Christmas Day December 25, 2019 The Nativity of our Lord

Christmas Day December 25, 2019 The Nativity of our Lord

Christmas Day
John 1:1-18
December 25, 2019

Copyright 2013 by Ian M. Welch. All Rights Reserved. Paramentics.com.

“Our ‘Flesh and Blood’ Brother”

In the name of the Father and of the Son and of the Holy Spirit.  Amen.

I just saw a short little Christmas video the other day where two brothers reunited. It was one of these videos where they’re trying desperately to make you cry. And they almost got me. The long lost brother who had obviously done something really bad came back home for Christmas and gets into it with his brother. Christmas is about to be ruined. But it ends with repentance and forgiveness and hugs and smiles and Christmas dinner. All was well.

Christmas definitely makes us all think of family. We intuitively think we should be with our family. Some of you probably won’t be with family for many and various reasons and it probably hurts. Friends have a way of coming and going, but family—your flesh and blood—is always supposed to remain. And that goes even if you’re adopted. It becomes your flesh-and-blood family. We should never forget our family, our own flesh and blood.

You see a bit of this in Joseph and his brothers. After Joseph’s dreams and his preferential treatment by their father, his brothers were absolutely ready to kill him. When they see him coming from a distance they make their plans to murder him. But first the eldest brother Reuben says, “Hold on a minute. We can’t kill him.” So they throw him a pit while they consider what to do with him. Then when they see a caravan of Ishmaelites coming, brother Judah says, “Come, let us sell him to the Ishmaelites, and let not our hand be upon him, for he is our brother, our own flesh.”

You shouldn’t kill your brother, your own flesh. And yet, of course, it didn’t stop Cain. That’s where we get it from. Cain’s jealousy, anger, and then hatred were enough to make him shed the blood of his own flesh and blood. You see, he shed his own blood, his own brother. This is how great and terrible is our sin—that even our own flesh and blood aren’t safe from our jealousy, our anger, our hatred, our coveting, our lies.

Now take that a step further. All of humanity is our family. We are all, if you go back far enough, flesh and blood relatives. We’re all from the same parents, Adam and Eve, and more importantly from the same Father, God in heaven. None of us ever ought to murder one of our own family. Every culture knows this truth, “You shall not murder.” The law is written on our hearts. We know that we shouldn’t get angry with one another, be jealous, hate, lie, covet, and generally mistreat our brother. You can kill a cow or a pig for food, you can euthanize a pet, you can cut down a tree—but you don’t murder your brother!

And yet we do. The way we talk about others in our human family is shameful. There’s no respect of our human brothers and sisters. We slap a label on someone—conservative, liberal, Republican, Democrat, feminist, homosexual, racist, bigot—and then we hate them and wish them dead. Our own flesh and blood! Lord, have mercy on us.

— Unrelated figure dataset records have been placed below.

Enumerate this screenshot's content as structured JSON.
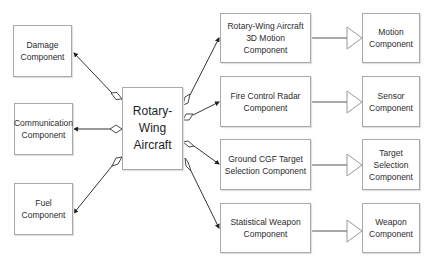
{
  "diagram": {
    "type": "uml-class-composition",
    "central": {
      "line1": "Rotary-Wing",
      "line2": "Aircraft"
    },
    "left_components": [
      {
        "line1": "Damage",
        "line2": "Component"
      },
      {
        "line1": "Communication",
        "line2": "Component"
      },
      {
        "line1": "Fuel",
        "line2": "Component"
      }
    ],
    "right_components": [
      {
        "line1": "Rotary-Wing Aircraft",
        "line2": "3D Motion Component"
      },
      {
        "line1": "Fire Control Radar",
        "line2": "Component"
      },
      {
        "line1": "Ground CGF Target",
        "line2": "Selection Component"
      },
      {
        "line1": "Statistical Weapon",
        "line2": "Component"
      }
    ],
    "base_components": [
      {
        "line1": "Motion",
        "line2": "Component"
      },
      {
        "line1": "Sensor",
        "line2": "Component"
      },
      {
        "line1": "Target Selection",
        "line2": "Component"
      },
      {
        "line1": "Weapon",
        "line2": "Component"
      }
    ],
    "relations": {
      "composition": "aggregation (hollow diamond) from Rotary-Wing Aircraft to each component",
      "inheritance": "generalization (hollow triangle) from specific component to base component"
    },
    "colors": {
      "box_border": "#a9a9a9",
      "line": "#333333",
      "text": "#2b2b2b"
    }
  }
}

And He has had mercy on us. What if there was someone who was our flesh and blood brother and yet didn’t have the sin and hatred and murder of Cain in His heart like we do? What if there was someone who was our own flesh and blood humanity who had perfect love for every single member of humanity, his own brothers and sisters? What if this person was not only our human brother, but was also God Himself, that He might give us new hearts that are full of His same love?

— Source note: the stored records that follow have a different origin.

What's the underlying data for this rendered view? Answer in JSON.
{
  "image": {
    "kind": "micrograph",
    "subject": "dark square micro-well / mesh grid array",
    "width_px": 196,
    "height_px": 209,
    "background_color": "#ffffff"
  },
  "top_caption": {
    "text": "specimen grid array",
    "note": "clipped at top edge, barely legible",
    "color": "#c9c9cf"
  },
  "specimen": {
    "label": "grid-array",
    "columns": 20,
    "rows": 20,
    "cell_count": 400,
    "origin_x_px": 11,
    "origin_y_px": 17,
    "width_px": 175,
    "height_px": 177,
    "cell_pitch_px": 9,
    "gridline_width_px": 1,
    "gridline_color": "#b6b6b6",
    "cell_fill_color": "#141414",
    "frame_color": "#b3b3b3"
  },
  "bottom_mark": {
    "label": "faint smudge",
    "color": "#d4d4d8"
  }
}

And there He is lying in the manger on Christmas morning! We’re like Adam when God took one of his ribs and made Eve. He exclaimed, “This at last is bone of my bones and flesh of my flesh.” That was before sin, of course. Adam delighted in her. He loved her. They were both naked and not ashamed.

That’s the way we are when we see this sinless baby in the manger. “This at last is bone of our bones and flesh of our flesh!” Our brother! He is without sin and perfect and holy. He’s our brother and yet at the same time our God. And through His forgiveness and His new life, we are naked before Him and not ashamed.

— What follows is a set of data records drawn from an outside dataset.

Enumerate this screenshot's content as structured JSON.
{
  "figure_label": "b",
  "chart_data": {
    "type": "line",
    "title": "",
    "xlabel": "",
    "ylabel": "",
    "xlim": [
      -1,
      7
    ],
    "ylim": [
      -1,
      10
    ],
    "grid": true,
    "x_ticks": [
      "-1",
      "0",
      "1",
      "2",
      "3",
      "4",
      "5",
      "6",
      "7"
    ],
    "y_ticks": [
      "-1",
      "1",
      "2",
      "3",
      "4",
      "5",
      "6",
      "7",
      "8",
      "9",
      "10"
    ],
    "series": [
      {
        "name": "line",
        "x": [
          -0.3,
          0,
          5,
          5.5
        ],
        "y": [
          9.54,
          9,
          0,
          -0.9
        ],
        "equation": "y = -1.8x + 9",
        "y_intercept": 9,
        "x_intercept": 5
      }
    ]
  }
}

And the Word became flesh and dwelt among us. Jesus is our brother. He says to us from the manger, “You’re my flesh and blood! You’re my brother! You’re my sister! I love you and have come to redeem you from all evil, from death and from hell and to bring you into My heavenly family with God My Father as your Father.”

Hebrews chapter 2 explains it beautifully, “He is not ashamed to call them brothers, saying, ‘I will tell of your name to my brothers; in the midst of the congregation I will sing your praise.’…Since therefore the children share in flesh and blood, He Himself likewise partook of the same things, that through death He might destroy the one who has the power of death, that is, the devil, and deliver all those who through fear of death were subject to lifelong slavery….Therefore He had to be made like His brothers in every respect, so that He might become a merciful and faithful high priest in the service of God, to make propitiation for the sins of the people.”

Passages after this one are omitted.